Review: Eartheater by Dolores Reyes

Literary fiction with fantastical elements. The author is from Argentina and the book was translated from Spanish. A girl in a poor neighbourhood of Buenos Aires responds to her mother’s death by compulsively eating dirt. As she gets older, it becomes clear that when she eats earth associated with someone who has been murdered or disappeared, she gets visions related to whatever happened. A premise that in other hands might be turned into some sort of plot-driven story of rescue, empowerment, and redemption instead stays close to the sometimes tedious, sometimes chaotic everyday life spent living with her brother in the barrio – not that there isn’t a life saved, here and there, and plenty of lives lost, but this capacity is not one that is inherently given meaning in the story, and instead it is just one more element of this young woman’s journey that she didn’t choose and doesn’t really have much control over and often doesn’t particularly want.
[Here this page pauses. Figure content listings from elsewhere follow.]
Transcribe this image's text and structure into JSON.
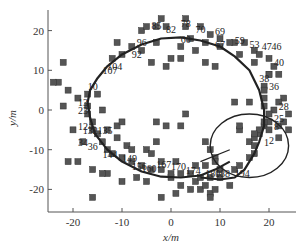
{
  "chart_data": {
    "type": "scatter",
    "title": "",
    "xlabel": "x/m",
    "ylabel": "y/m",
    "xlim": [
      -25,
      25
    ],
    "ylim": [
      -25,
      25
    ],
    "xticks": [
      -20,
      -10,
      0,
      10,
      20
    ],
    "yticks": [
      -20,
      -10,
      0,
      10,
      20
    ],
    "xtick_labels": [
      "-20",
      "-10",
      "0",
      "10",
      "20"
    ],
    "ytick_labels": [
      "-20",
      "-10",
      "0",
      "10",
      "20"
    ],
    "grid": false,
    "legend": null,
    "series": [
      {
        "name": "landmarks",
        "marker": "square",
        "color": "#555555",
        "points": [
          [
            -2,
            23
          ],
          [
            -3,
            21
          ],
          [
            -11,
            17
          ],
          [
            -8,
            16
          ],
          [
            -10,
            14
          ],
          [
            -12,
            13
          ],
          [
            -6,
            15
          ],
          [
            -3,
            17
          ],
          [
            2,
            16
          ],
          [
            5,
            15
          ],
          [
            0,
            13
          ],
          [
            2,
            13
          ],
          [
            -4,
            12
          ],
          [
            -1,
            11
          ],
          [
            -22,
            12
          ],
          [
            -23,
            7
          ],
          [
            -24,
            7
          ],
          [
            -21,
            5
          ],
          [
            -22,
            1
          ],
          [
            -19,
            3
          ],
          [
            -25,
            0
          ],
          [
            -15,
            4
          ],
          [
            -14,
            0
          ],
          [
            -11,
            -4
          ],
          [
            -20,
            -5
          ],
          [
            -18,
            -8
          ],
          [
            -19,
            -13
          ],
          [
            -21,
            -13
          ],
          [
            -16,
            -15
          ],
          [
            -13,
            -16
          ],
          [
            -14,
            -16
          ],
          [
            -10,
            -18
          ],
          [
            -7,
            -17
          ],
          [
            -5,
            -18
          ],
          [
            -9,
            -9
          ],
          [
            -5,
            -10
          ],
          [
            -3,
            -8
          ],
          [
            -4,
            -11
          ],
          [
            -13,
            -5
          ],
          [
            -10,
            -3
          ],
          [
            -11,
            -7
          ],
          [
            -8,
            -10
          ],
          [
            -3,
            -3
          ],
          [
            -1,
            -4
          ],
          [
            2,
            -4
          ],
          [
            -16,
            -22
          ],
          [
            -2,
            -22
          ],
          [
            1,
            -21
          ],
          [
            4,
            -20
          ],
          [
            6,
            -20
          ],
          [
            2,
            -19
          ],
          [
            0,
            -17
          ],
          [
            5,
            -18
          ],
          [
            7,
            -19
          ],
          [
            8,
            -21
          ],
          [
            8,
            -22
          ],
          [
            9,
            -20
          ],
          [
            10,
            -17
          ],
          [
            12,
            -19
          ],
          [
            -25,
            -25
          ],
          [
            9,
            -12
          ],
          [
            8,
            -10
          ],
          [
            7,
            -8
          ],
          [
            9,
            -13
          ],
          [
            10,
            -15
          ],
          [
            13,
            -15
          ],
          [
            14,
            -14
          ],
          [
            16,
            -12
          ],
          [
            17,
            -11
          ],
          [
            16,
            -8
          ],
          [
            18,
            -6
          ],
          [
            19,
            -4
          ],
          [
            20,
            -3
          ],
          [
            22,
            -4
          ],
          [
            14,
            -5
          ],
          [
            3,
            21
          ],
          [
            6,
            21
          ],
          [
            8,
            19
          ],
          [
            10,
            18
          ],
          [
            13,
            17
          ],
          [
            15,
            17
          ],
          [
            17,
            15
          ],
          [
            18,
            14
          ],
          [
            20,
            13
          ],
          [
            21,
            11
          ],
          [
            20,
            9
          ],
          [
            22,
            9
          ],
          [
            19,
            6
          ],
          [
            23,
            3
          ],
          [
            21,
            0
          ],
          [
            20,
            -1
          ],
          [
            22,
            2
          ],
          [
            23,
            -3
          ],
          [
            20,
            -5
          ],
          [
            22,
            -7
          ],
          [
            24,
            -5
          ],
          [
            24,
            -1
          ],
          [
            16,
            2
          ],
          [
            13,
            2
          ],
          [
            7,
            12
          ],
          [
            9,
            11
          ],
          [
            3,
            -1
          ],
          [
            14,
            -4
          ],
          [
            17,
            -7
          ],
          [
            17,
            -9
          ],
          [
            -6,
            20
          ],
          [
            -5,
            21
          ],
          [
            -1,
            21
          ],
          [
            3,
            23
          ],
          [
            4,
            18
          ],
          [
            7,
            17
          ],
          [
            10,
            16
          ],
          [
            12,
            17
          ],
          [
            14,
            14
          ],
          [
            17,
            12
          ],
          [
            20,
            9
          ],
          [
            19,
            5
          ],
          [
            19,
            3
          ],
          [
            19,
            1
          ],
          [
            19,
            -3
          ],
          [
            18,
            -5
          ],
          [
            17,
            -6
          ],
          [
            -17,
            4
          ],
          [
            -17,
            1
          ],
          [
            -17,
            -1
          ],
          [
            -16,
            -3
          ],
          [
            -16,
            -5
          ],
          [
            -15,
            -6
          ],
          [
            -14,
            -8
          ],
          [
            -13,
            -10
          ],
          [
            -12,
            -11
          ],
          [
            -10,
            -12
          ],
          [
            -8,
            -13
          ],
          [
            -6,
            -14
          ],
          [
            -4,
            -15
          ],
          [
            -2,
            -15
          ],
          [
            0,
            -16
          ],
          [
            2,
            -16
          ],
          [
            4,
            -16
          ],
          [
            6,
            -17
          ],
          [
            8,
            -17
          ],
          [
            -2,
            -13
          ],
          [
            1,
            -13
          ],
          [
            5,
            -14
          ],
          [
            7,
            -14
          ]
        ]
      }
    ],
    "trajectory": {
      "name": "path",
      "color": "#222222",
      "points": [
        [
          12,
          -13
        ],
        [
          9,
          -15
        ],
        [
          6,
          -16.5
        ],
        [
          2,
          -17
        ],
        [
          -2,
          -16.8
        ],
        [
          -6,
          -15.5
        ],
        [
          -10,
          -13
        ],
        [
          -13,
          -10
        ],
        [
          -15.5,
          -6
        ],
        [
          -16.5,
          -2
        ],
        [
          -17,
          2
        ],
        [
          -16.5,
          5
        ],
        [
          -15,
          8
        ],
        [
          -13,
          11
        ],
        [
          -10,
          14
        ],
        [
          -6,
          16.5
        ],
        [
          -2,
          18
        ],
        [
          2,
          18.3
        ],
        [
          6,
          17.5
        ],
        [
          10,
          16
        ],
        [
          13,
          13.5
        ],
        [
          16,
          10
        ],
        [
          18,
          5
        ],
        [
          19,
          0
        ],
        [
          19,
          -4
        ],
        [
          18,
          -8
        ],
        [
          17,
          -11
        ],
        [
          15,
          -15
        ],
        [
          13,
          -17
        ],
        [
          10,
          -17.5
        ],
        [
          6,
          -17
        ]
      ]
    },
    "loop": {
      "name": "circle",
      "color": "#222222",
      "center": [
        16,
        -9
      ],
      "radius": 8
    },
    "point_labels": [
      {
        "text": "85",
        "x": -4,
        "y": 20.5
      },
      {
        "text": "82",
        "x": -1,
        "y": 19.5
      },
      {
        "text": "78",
        "x": 2,
        "y": 21
      },
      {
        "text": "70",
        "x": 5,
        "y": 19.5
      },
      {
        "text": "69",
        "x": 9,
        "y": 19
      },
      {
        "text": "60",
        "x": 2,
        "y": 17
      },
      {
        "text": "67",
        "x": 9,
        "y": 15.5
      },
      {
        "text": "59",
        "x": 13,
        "y": 16.5
      },
      {
        "text": "53",
        "x": 16,
        "y": 15.5
      },
      {
        "text": "47",
        "x": 18.5,
        "y": 15
      },
      {
        "text": "46",
        "x": 20.5,
        "y": 15
      },
      {
        "text": "40",
        "x": 21,
        "y": 11
      },
      {
        "text": "38",
        "x": 18,
        "y": 7
      },
      {
        "text": "36",
        "x": 20,
        "y": 5
      },
      {
        "text": "28",
        "x": 22,
        "y": 0
      },
      {
        "text": "25",
        "x": 21,
        "y": -3
      },
      {
        "text": "8",
        "x": 21,
        "y": -5
      },
      {
        "text": "1",
        "x": 19,
        "y": -9
      },
      {
        "text": "2",
        "x": 20,
        "y": -8.5
      },
      {
        "text": "96",
        "x": -7,
        "y": 16
      },
      {
        "text": "92",
        "x": -8,
        "y": 13
      },
      {
        "text": "104",
        "x": -13,
        "y": 10
      },
      {
        "text": "107",
        "x": -14,
        "y": 9
      },
      {
        "text": "10",
        "x": -17,
        "y": 5
      },
      {
        "text": "13",
        "x": -19,
        "y": 1
      },
      {
        "text": "23",
        "x": -19,
        "y": -1
      },
      {
        "text": "124",
        "x": -19,
        "y": -5
      },
      {
        "text": "132",
        "x": -18,
        "y": -6
      },
      {
        "text": "135",
        "x": -15,
        "y": -6
      },
      {
        "text": "34",
        "x": -19,
        "y": -9
      },
      {
        "text": "36",
        "x": -17,
        "y": -10
      },
      {
        "text": "144",
        "x": -14,
        "y": -12
      },
      {
        "text": "149",
        "x": -10,
        "y": -13
      },
      {
        "text": "156",
        "x": -8,
        "y": -15
      },
      {
        "text": "160",
        "x": -6,
        "y": -15.5
      },
      {
        "text": "167",
        "x": -3,
        "y": -14.5
      },
      {
        "text": "170",
        "x": 0,
        "y": -15
      },
      {
        "text": "174",
        "x": 3,
        "y": -16
      },
      {
        "text": "180",
        "x": 7,
        "y": -17
      },
      {
        "text": "188",
        "x": 9,
        "y": -17
      },
      {
        "text": "194",
        "x": 13,
        "y": -17
      }
    ]
  }
}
It clearly showcases the violence of poverty, the violence faced by women and children, and the lack of any recourse in the face of those things. Not going to lie, it’s a bit of a weird book. I liked it, but I suspect not everyone would, and I’m not convinced I entirely understood it. The translation also felt a bit awkward or out of place on occasion – in ways that were a deliberate part of the complex and to-me fascinating translator’s art, as per the her note at the end of the book, but I still wasn’t entirely sure what to make of it while reading. Anyway – a quick read, a peculiar one, and not a happy one, but I’m glad I picked it up.

Originally posted by Scott on Goodreads.